The action taken by the three national conventions of labor organizations recently held at Denver [W. F. M., A. L. U. and United Association of Hotel and Restaurant Employes] in adopting a working class political program, has created widespread interest in every part of the country. The reactionary element predict for the new policy speedy and complete failure. So certain are they of this that they do not hesitate to misrepresent the action of the conventions and bear false testimony against those who took part in them. A number of misleading statements have appeared in the papers, and others are quietly circulated to bring the personnel of the conventions into disrepute, and this is engaged in by those who lack the courage to openly charge and face the men who led the movement which culminated in a new departure, which promises to remould the entire labor movement of the country, and bring it up-to-date in all its economic and political equipment.
The two men who led and inspired the conventions were Edward Boyce, president of the Western Federation of Miners, and Daniel McDonald, president of the Western, now the American Labor Union.

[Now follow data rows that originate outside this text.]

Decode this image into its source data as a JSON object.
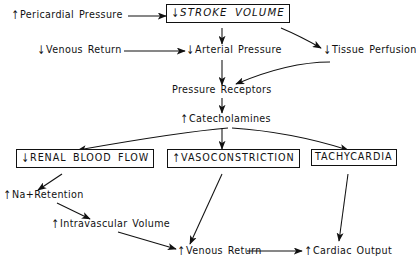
{
  "diagram": {
    "background_color": "#ffffff",
    "stroke_color": "#111111",
    "width": 416,
    "height": 264
  },
  "nodes": [
    {
      "id": "pericardial-pressure",
      "change": "↑",
      "change_direction": "up",
      "label": "Pericardial Pressure",
      "boxed": false,
      "italic": false
    },
    {
      "id": "stroke-volume",
      "change": "↓",
      "change_direction": "down",
      "label": "STROKE VOLUME",
      "boxed": true,
      "italic": true
    },
    {
      "id": "venous-return-top",
      "change": "↓",
      "change_direction": "down",
      "label": "Venous Return",
      "boxed": false,
      "italic": false
    },
    {
      "id": "arterial-pressure",
      "change": "↓",
      "change_direction": "down",
      "label": "Arterial Pressure",
      "boxed": false,
      "italic": false
    },
    {
      "id": "tissue-perfusion",
      "change": "↓",
      "change_direction": "down",
      "label": "Tissue Perfusion",
      "boxed": false,
      "italic": false
    },
    {
      "id": "pressure-receptors",
      "change": "",
      "change_direction": "none",
      "label": "Pressure Receptors",
      "boxed": false,
      "italic": false
    },
    {
      "id": "catecholamines",
      "change": "↑",
      "change_direction": "up",
      "label": "Catecholamines",
      "boxed": false,
      "italic": false
    },
    {
      "id": "renal-blood-flow",
      "change": "↓",
      "change_direction": "down",
      "label": "RENAL BLOOD FLOW",
      "boxed": true,
      "italic": false
    },
    {
      "id": "vasoconstriction",
      "change": "↑",
      "change_direction": "up",
      "label": "VASOCONSTRICTION",
      "boxed": true,
      "italic": false
    },
    {
      "id": "tachycardia",
      "change": "",
      "change_direction": "none",
      "label": "TACHYCARDIA",
      "boxed": true,
      "italic": false
    },
    {
      "id": "na-retention",
      "change": "↑",
      "change_direction": "up",
      "label_prefix": "Na",
      "label_superscript": "+",
      "label_suffix": " Retention",
      "label": "Na+ Retention",
      "boxed": false,
      "italic": false
    },
    {
      "id": "intravascular-volume",
      "change": "↑",
      "change_direction": "up",
      "label": "Intravascular Volume",
      "boxed": false,
      "italic": false
    },
    {
      "id": "venous-return-bottom",
      "change": "↑",
      "change_direction": "up",
      "label": "Venous Return",
      "boxed": false,
      "italic": false
    },
    {
      "id": "cardiac-output",
      "change": "↑",
      "change_direction": "up",
      "label": "Cardiac Output",
      "boxed": false,
      "italic": false
    }
  ],
  "edges": [
    {
      "from": "pericardial-pressure",
      "to": "stroke-volume"
    },
    {
      "from": "stroke-volume",
      "to": "arterial-pressure"
    },
    {
      "from": "stroke-volume",
      "to": "tissue-perfusion"
    },
    {
      "from": "venous-return-top",
      "to": "arterial-pressure"
    },
    {
      "from": "arterial-pressure",
      "to": "pressure-receptors"
    },
    {
      "from": "tissue-perfusion",
      "to": "pressure-receptors"
    },
    {
      "from": "pressure-receptors",
      "to": "catecholamines"
    },
    {
      "from": "catecholamines",
      "to": "renal-blood-flow"
    },
    {
      "from": "catecholamines",
      "to": "vasoconstriction"
    },
    {
      "from": "catecholamines",
      "to": "tachycardia"
    },
    {
      "from": "renal-blood-flow",
      "to": "na-retention"
    },
    {
      "from": "na-retention",
      "to": "intravascular-volume"
    },
    {
      "from": "intravascular-volume",
      "to": "venous-return-bottom"
    },
    {
      "from": "vasoconstriction",
      "to": "venous-return-bottom"
    },
    {
      "from": "venous-return-bottom",
      "to": "cardiac-output"
    },
    {
      "from": "tachycardia",
      "to": "cardiac-output"
    }
  ]
}
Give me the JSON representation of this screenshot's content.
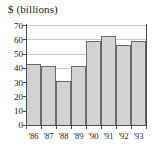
{
  "chart_data": {
    "type": "bar",
    "title": "$ (billions)",
    "subtitle": "",
    "xlabel": "",
    "ylabel": "",
    "categories": [
      "'86",
      "'87",
      "'88",
      "'89",
      "'90",
      "'91",
      "'92",
      "'93"
    ],
    "values": [
      42.5,
      41,
      31,
      41,
      58.5,
      62.5,
      56,
      59
    ],
    "series": [
      {
        "name": "$ (billions)",
        "values": [
          42.5,
          41,
          31,
          41,
          58.5,
          62.5,
          56,
          59
        ]
      }
    ],
    "ylim": [
      0,
      70
    ],
    "yticks": [
      0,
      10,
      20,
      30,
      40,
      50,
      60,
      70
    ],
    "ytick_labels": [
      "0",
      "10",
      "20",
      "30",
      "40",
      "50",
      "60",
      "70"
    ],
    "xtick_labels": [
      "'86",
      "'87",
      "'88",
      "'89",
      "'90",
      "'91",
      "'92",
      "'93"
    ],
    "grid": true,
    "grid_axis": "y",
    "legend": false,
    "legend_position": "none",
    "bar_fill_color": "#d2d2d2",
    "bar_edge_color": "#6b6b6b",
    "gridline_color": "#c9c9c9",
    "axis_color": "#4a4a4a",
    "text_color": "#1a1a1a",
    "background_color": "#ffffff",
    "annotations": []
  }
}
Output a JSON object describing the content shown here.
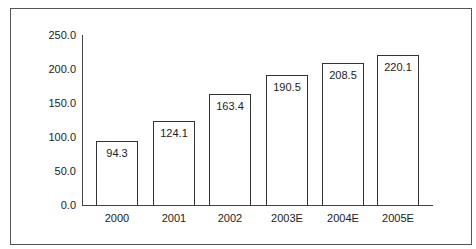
{
  "chart_data": {
    "type": "bar",
    "title": "",
    "xlabel": "",
    "ylabel": "",
    "categories": [
      "2000",
      "2001",
      "2002",
      "2003E",
      "2004E",
      "2005E"
    ],
    "values": [
      94.3,
      124.1,
      163.4,
      190.5,
      208.5,
      220.1
    ],
    "value_labels": [
      "94.3",
      "124.1",
      "163.4",
      "190.5",
      "208.5",
      "220.1"
    ],
    "ylim": [
      0,
      250
    ],
    "yticks": [
      "0.0",
      "50.0",
      "100.0",
      "150.0",
      "200.0",
      "250.0"
    ],
    "grid": false,
    "legend": null,
    "bar_fill": "#ffffff",
    "bar_stroke": "#333333"
  }
}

McDonald was unanimously reelected upon that issue and holds his position by practically the unanimous confidence of the members of his great and growing organization. Edward Boyce retired from official life, honored by every true man and only hated by those who found him staunch and incorruptible, and utterly incapable of being swerved from his duty to his fellowmen. The name of this man will be honorably written in the history of trades unionism, as he has already written it in the deeds of duty that live forever.
I need not, at this time, repeat the terms of the essential change which has taken place in the Western labor movement. It is all summed up in this single statement that it has adopted a working-class political platform and is now equipped for united action in the political field in every contest until the victory is finally won.